Tenure Language Crops Up in State Budget Bill

The following update is from the Ohio Conference AAUP:

On February 7, House Bill 49, the state budget bill, was released in full. It contained all of the components that we reported to you in our last e-mail. But it also included language about tenure that was not highlighted in the governor’s summary documents. Here is what it says:

(C)(1) The board of trustees of each state institution of higher education shall review the institution’s policy on faculty tenure and update that policy to promote excellence in instruction, research, service, and commercialization.

(2) Beginning on January 1, 2018, as a condition for a state institution of higher education to receive state funds for research that are allocated to the department of higher education under the appropriation line items referred to as either “research incentive third frontier fund” or “research incentive third frontier-tax,” the chancellor shall require the state institution to include a commercialization pathway for faculty tenure in its policy.

This language is ambiguous and appears to ask boards of trustees to do something that they already have the authority to do. The subtext of this seems to be that current tenure policies are not promoting faculty excellence.

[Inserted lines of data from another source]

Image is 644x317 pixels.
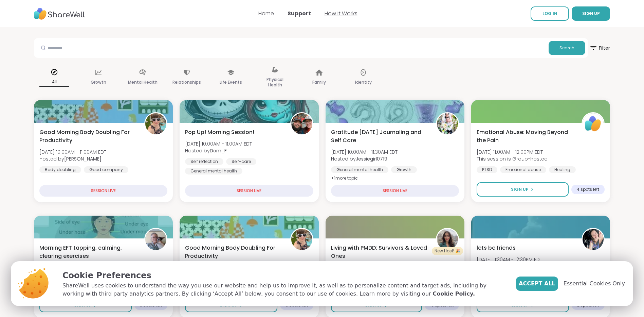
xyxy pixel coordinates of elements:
img: Dom_F [291,113,313,134]
span: This session is Group-hosted [477,156,547,162]
img: ShareWell [582,113,604,134]
button: Sign Up [477,182,569,197]
p: Life Events [220,78,242,86]
span: Morning EFT tapping, calming, clearing exercises [39,244,137,260]
span: Good Morning Body Doubling For Productivity [39,128,137,145]
a: Cookie Policy. [433,289,475,298]
div: New Host! 🎉 [432,247,463,255]
button: Search [548,41,585,55]
span: Good Morning Body Doubling For Productivity [185,244,283,260]
b: Jessiegirl0719 [356,156,387,162]
p: All [39,78,69,86]
div: Emotional abuse [500,166,546,173]
span: Essential Cookies Only [563,280,625,288]
p: Physical Health [260,76,290,89]
span: [DATE] 10:00AM - 11:00AM EDT [39,149,106,156]
img: Jessiegirl0719 [437,113,458,134]
span: Filter [589,40,610,56]
span: Hosted by [331,156,398,162]
span: Hosted by [39,156,106,162]
span: Sign Up [511,186,528,193]
div: Self-care [226,158,256,165]
p: Cookie Preferences [63,269,505,281]
p: ShareWell uses cookies to understand the way you use our website and help us to improve it, as we... [63,281,505,298]
div: Self reflection [185,158,223,165]
img: ShareWell Nav Logo [34,5,85,23]
span: LOG IN [542,10,557,16]
span: Gratitude [DATE] Journaling and Self Care [331,128,428,145]
span: Living with PMDD: Survivors & Loved Ones [331,244,428,260]
span: [DATE] 11:00AM - 12:00PM EDT [477,149,547,156]
span: lets be friends [477,244,516,252]
div: SESSION LIVE [39,185,167,197]
p: Mental Health [128,78,158,86]
img: Adrienne_QueenOfTheDawn [291,229,313,250]
img: shaniqua2olivia [582,229,604,250]
span: SIGN UP [582,10,600,16]
div: Healing [549,166,576,173]
span: Search [559,45,574,51]
button: SIGN UP [571,6,610,21]
a: Support [288,10,311,17]
p: Relationships [173,78,201,86]
div: Body doubling [39,166,81,173]
button: Accept All [516,276,558,290]
a: How It Works [325,10,357,17]
div: Good company [84,166,128,173]
a: LOG IN [531,6,569,21]
img: mollie1 [437,229,458,250]
b: Dom_F [209,147,227,154]
p: Growth [90,78,106,86]
span: Emotional Abuse: Moving Beyond the Pain [477,128,574,145]
img: janag [145,229,166,250]
div: General mental health [185,168,242,175]
span: Accept All [519,280,555,288]
span: 4 spots left [577,187,599,192]
div: PTSD [477,166,497,173]
img: Adrienne_QueenOfTheDawn [145,113,166,134]
b: [PERSON_NAME] [64,156,101,162]
div: Growth [391,166,417,173]
span: Pop Up! Morning Session! [185,128,254,136]
div: SESSION LIVE [331,185,459,197]
p: Identity [355,78,372,86]
div: General mental health [331,166,388,173]
span: [DATE] 10:00AM - 11:00AM EDT [185,141,252,147]
a: Home [258,10,274,17]
span: [DATE] 11:30AM - 12:30PM EDT [477,256,542,263]
button: Filter [589,38,610,58]
span: [DATE] 10:00AM - 11:30AM EDT [331,149,398,156]
p: Family [313,78,326,86]
span: Hosted by [185,147,252,154]
div: SESSION LIVE [185,185,313,197]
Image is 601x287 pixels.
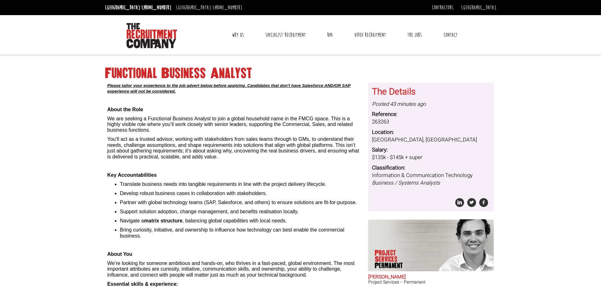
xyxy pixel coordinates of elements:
span: Permanent [375,263,419,269]
li: Partner with global technology teams (SAP, Salesforce, and others) to ensure solutions are fit-fo... [120,200,363,206]
dd: [GEOGRAPHIC_DATA], [GEOGRAPHIC_DATA] [372,136,490,144]
b: Essential skills & experience: [107,282,178,287]
a: [PHONE_NUMBER] [142,4,171,11]
a: Why Us [227,27,249,43]
li: Bring curiosity, initiative, and ownership to influence how technology can best enable the commer... [120,227,363,239]
dt: Reference: [372,111,490,118]
li: [GEOGRAPHIC_DATA]: [174,3,244,13]
li: Navigate a , balancing global capabilities with local needs. [120,218,363,224]
dd: Information & Communication Technology [372,172,490,187]
dt: Classification: [372,164,490,172]
dd: 263263 [372,118,490,126]
i: Business / Systems Analysts [372,179,440,187]
i: Posted 43 minutes ago [372,100,426,108]
a: The Jobs [403,27,426,43]
img: The Recruitment Company [126,23,177,48]
img: Sam McKay does Project Services Permanent [433,220,494,272]
h3: The Details [372,87,490,97]
li: [GEOGRAPHIC_DATA]: [103,3,173,13]
p: Project Services [375,250,419,269]
dt: Location: [372,129,490,136]
li: Translate business needs into tangible requirements in line with the project delivery lifecycle. [120,182,363,187]
b: About You [107,252,132,257]
p: We are seeking a Functional Business Analyst to join a global household name in the FMCG space. T... [107,116,363,133]
h1: Functional Business Analyst [105,68,496,79]
dt: Salary: [372,146,490,154]
a: Video Recruitment [350,27,391,43]
li: Support solution adoption, change management, and benefits realisation locally. [120,209,363,215]
a: RPO [322,27,337,43]
li: Develop robust business cases in collaboration with stakeholders. [120,191,363,197]
span: Please tailor your experience to the job advert below before applying. Candidates that don't have... [107,83,350,94]
dd: $135k - $145k + super [372,154,490,162]
p: We’re looking for someone ambitious and hands-on, who thrives in a fast-paced, global environment... [107,261,363,278]
h2: [PERSON_NAME] [368,275,494,280]
a: Contact [439,27,462,43]
b: About the Role [107,107,143,112]
a: [PHONE_NUMBER] [213,4,242,11]
a: [GEOGRAPHIC_DATA] [461,4,496,11]
h3: Project Services – Permanent [368,280,494,285]
a: Specialist Recruitment [261,27,310,43]
p: You’ll act as a trusted advisor, working with stakeholders from sales teams through to GMs, to un... [107,137,363,160]
b: Key Accountabilities [107,173,157,178]
b: matrix structure [144,218,183,224]
a: Contractors [432,4,453,11]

Some institutions of higher education around the country have added commercialization as a criterion for achieving tenure. It appears that the governor wants faculty to focus more on inventions and other things that can be commercialized without it inhibiting the ability to earn tenure.

At minimum, this language would require institutions to revise their tenure policies to include provisions about commercialization. This likely would impact institutional governance documents and collective bargaining agreements.

This is just the starting point in the budget bill. We are in the midst of talking to legislators and getting a better sense of what they hope to achieve with this language. Certainly, there are legislators who would like to do away with tenure and have all faculty be at-will employees. We are working to educate lawmakers on the importance and benefits of tenure.